Ideal uses of video in marketing and business
A reasoned catalog of video uses in 2026: from the brand spot to onboarding, from social proof to internal async video. When yes, when no, with data.
The team behind Polimake. We explore the intersection of technology, creativity, and automation.
Video has stopped being one channel among many and become the dominant language of the internet. Cisco predicted in its Visual Networking Index reports that video traffic would account for more than 80% of total consumer internet traffic by 2022; that prediction came true and has been surpassed. Wyzowl, in its annual State of Video Marketing reports, has documented for years that more than 90% of brands actively use video as a marketing tool.
But that abundance brings a problem. "Let's make a video" has become the automatic answer to almost any marketing question —and often it's the wrong answer. A misapplied video consumes time and money without moving the needle; one well chosen for its use is the most effective piece a team can produce.
This article gathers the uses where video adds real value —based on data, cases, and concrete formats— the criteria for choosing among them, and the mistakes that recur in producing each type. It's not an exhaustive list: it's a map for not producing videos out of inertia.
Why video became the dominant format
Three decades so you don't get lost:
1995-2005: the digital prehistory. Video on the internet existed but was marginal: slow codecs, dial-up connections, downloadable files rather than streams. Apple QuickTime and RealPlayer dominated a small market.

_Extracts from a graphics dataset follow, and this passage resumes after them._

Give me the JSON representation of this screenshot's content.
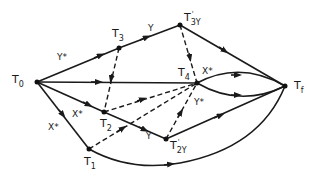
{
  "diagram": {
    "nodes": [
      {
        "id": "T0",
        "main": "T",
        "sub": "0",
        "prime": "",
        "x": 37,
        "y": 82
      },
      {
        "id": "T3",
        "main": "T",
        "sub": "3",
        "prime": "",
        "x": 119,
        "y": 48
      },
      {
        "id": "T3Y",
        "main": "T",
        "sub": "3Y",
        "prime": "'",
        "x": 180,
        "y": 25
      },
      {
        "id": "T4",
        "main": "T",
        "sub": "4",
        "prime": "",
        "x": 197,
        "y": 83
      },
      {
        "id": "Tf",
        "main": "T",
        "sub": "f",
        "prime": "",
        "x": 285,
        "y": 86
      },
      {
        "id": "T2",
        "main": "T",
        "sub": "2",
        "prime": "",
        "x": 104,
        "y": 112
      },
      {
        "id": "T1",
        "main": "T",
        "sub": "1",
        "prime": "",
        "x": 89,
        "y": 149
      },
      {
        "id": "T2Y",
        "main": "T",
        "sub": "2Y",
        "prime": "'",
        "x": 166,
        "y": 139
      }
    ],
    "edge_labels": {
      "t0_t3": "Y*",
      "t3_t3y": "Y",
      "t0_t2": "X*",
      "t0_t1": "X*",
      "t2_t2y": "Y",
      "t4_x": "X*",
      "t4_y": "Y*"
    },
    "edges": [
      {
        "from": "T0",
        "to": "T3",
        "style": "solid",
        "label": "Y*"
      },
      {
        "from": "T3",
        "to": "T3Y",
        "style": "solid",
        "label": "Y"
      },
      {
        "from": "T3Y",
        "to": "Tf",
        "style": "solid"
      },
      {
        "from": "T0",
        "to": "T4",
        "style": "solid"
      },
      {
        "from": "T4",
        "to": "Tf",
        "style": "solid",
        "curve": "upper",
        "label": "X*"
      },
      {
        "from": "T4",
        "to": "Tf",
        "style": "solid",
        "curve": "lower"
      },
      {
        "from": "T0",
        "to": "T2",
        "style": "solid",
        "label": "X*"
      },
      {
        "from": "T2",
        "to": "T2Y",
        "style": "solid",
        "label": "Y"
      },
      {
        "from": "T2Y",
        "to": "Tf",
        "style": "solid"
      },
      {
        "from": "T0",
        "to": "T1",
        "style": "solid",
        "label": "X*"
      },
      {
        "from": "T1",
        "to": "Tf",
        "style": "solid",
        "curve": "lower"
      },
      {
        "from": "T3",
        "to": "T2",
        "style": "dashed"
      },
      {
        "from": "T3Y",
        "to": "T4",
        "style": "dashed"
      },
      {
        "from": "T2",
        "to": "T4",
        "style": "dashed"
      },
      {
        "from": "T1",
        "to": "T4",
        "style": "dashed"
      },
      {
        "from": "T2Y",
        "to": "T4",
        "style": "dashed",
        "label": "Y*"
      }
    ]
  }
}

February 2005: YouTube is born. Three former PayPal employees —Chad Hurley, Steve Chen, and Jawed Karim— launch the platform. The first video, "Me at the zoo," is uploaded by Karim on April 23, 2005. Google acquires YouTube in October 2006 for $1.65 billion. The platform defines the era.
2010-2015: mobile video. Apple introduces HD recording on the iPhone 4 (2010). Facebook launches native video with autoplay in 2014, transforming the social network into a video platform. Snapchat (2011), Vine (2013), Instagram with video (2013), and Stories (2016) consolidate short mobile consumption. TikTok launches globally in 2017 from China's Douyin (2016) and the acquisition of Musical.ly in 2018.
2020-present: vertical and short. YouTube Shorts (2020), Instagram Reels (August 2020), LinkedIn launches video in 2017 and native feed video in 2018, Twitter/X extends durations. The pandemic accelerates the video call as a work interface (Zoom went from 10 to 300 million daily users between December 2019 and April 2020). Video stops being an option and becomes, for many contexts, the default mode.
That evolution is what gives context to the fact that in 2026 practically any marketing and internal communication function can lean on video.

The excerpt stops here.